Skip navigation
Please use this identifier to cite or link to this item: http://arks.princeton.edu/ark:/88435/dsp01kk91fp48g
Title: Carcerality In Transition: The Productive Relations of Reentry Governance in New Orleans
Authors: Subramani, Shreya
Advisors: Biehl, Joao
Benjamin, Ruha
Contributors: Anthropology Department
Keywords: Carcerality
Criminal Justice Reform
New Orleans
Racial Capitalism
Reentry
Subjects: Cultural anthropology
Black studies
Issue Date: 2020
Publisher: Princeton, NJ : Princeton University
Abstract: Carcerality in Transition: The Productive Relations of Reentry Governance in New Orleans is an ethnographic critique of contemporary carceral reform. Tracing the emergent infrastructure of prisoner reentry in New Orleans, Louisiana, this work interrogates the political economy and aspirational ethics of progressive city governance that reconfigure and are refracted through racializing techniques of punitive justice, capital investment and spatial regimes. While anthropologists and political theorists of governance have offered important critiques of the neoliberal city, they have not adequately attended to the processes of racialization that constitute the ethics of progressive governance. Drawing upon the scholarly repertoires of Black Studies, my dissertation intervenes upon conceptualizations of neoliberal urban governance by mobilizing theories and histories of racial capitalism and carceral geographies. Carcerality in Transition examines how the private/public infrastructures of reentry, from the experimental workforce development court to the nonprofits that provide professional training and transitional housing, impel certain social, material and ideological relations while foreclosing the potentials for others that could challenge neoliberal racial capitalism. Through this critique, I attend to the relational processes of racecraft and statecraft in the American City. This work explores the institutional and intimate socialites of formerly incarcerated men and their families, legal professionals, nonprofit operatives, city planners and municipal bureaucrats that differentially construct and participate within the emic landscape of the reentry space. I situate their life histories and experiences within the racialized histories of the city of New Orleans, from slavery and plantation economies to the more recent histories of urban divestment, post-Katrina devastation and dispossession. In studying what I call “reformist New Orleans,” I argue that progressive innovations in carceral governance –characterized by a valorization of entrepreneurialism, design-thinking, data-driven best practices and technologies of care– ultimately defer racial justice while attempting to attend to racial inequality. Yet the vernacular practices of my interlocutors evade and exceed this framework to animate, even if only momentarily, a more radical distributive politics. Carcerality in Transition concludes by discussing the potentials for abolitionist futures.

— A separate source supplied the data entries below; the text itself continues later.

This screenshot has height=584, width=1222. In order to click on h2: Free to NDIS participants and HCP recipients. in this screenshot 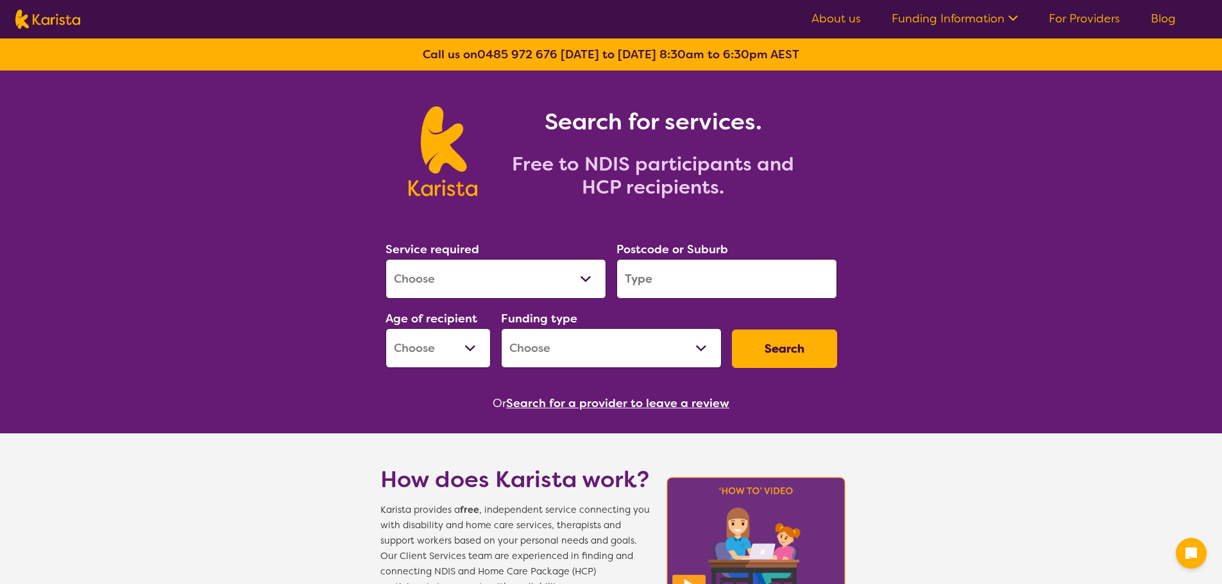, I will do `click(653, 176)`.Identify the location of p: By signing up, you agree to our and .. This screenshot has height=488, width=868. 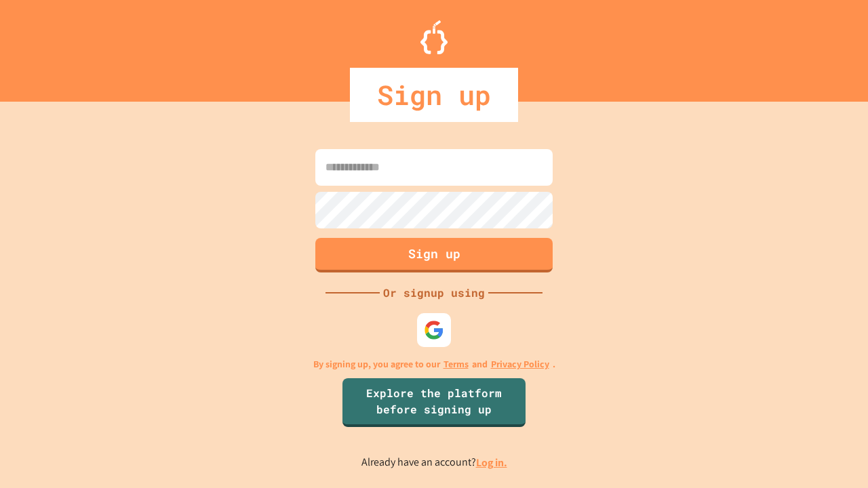
(434, 364).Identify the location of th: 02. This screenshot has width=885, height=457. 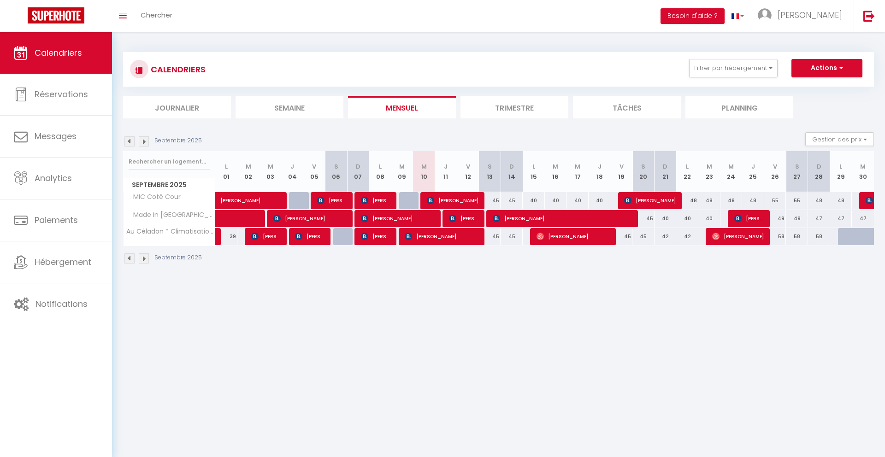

URI: http://arks.princeton.edu/ark:/88435/dsp01kk91fp48g
Alternate format: The Mudd Manuscript Library retains one bound copy of each dissertation. Search for these copies in the library's main catalog: catalog.princeton.edu
Type of Material: Academic dissertations (Ph.D.)
Language: en
Appears in Collections:Anthropology

Files in This Item:
This content is embargoed until 2022-06-26. For questions about theses and dissertations, please contact the Mudd Manuscript Library. For questions about research datasets, as well as other inquiries, please contact the DataSpace curators.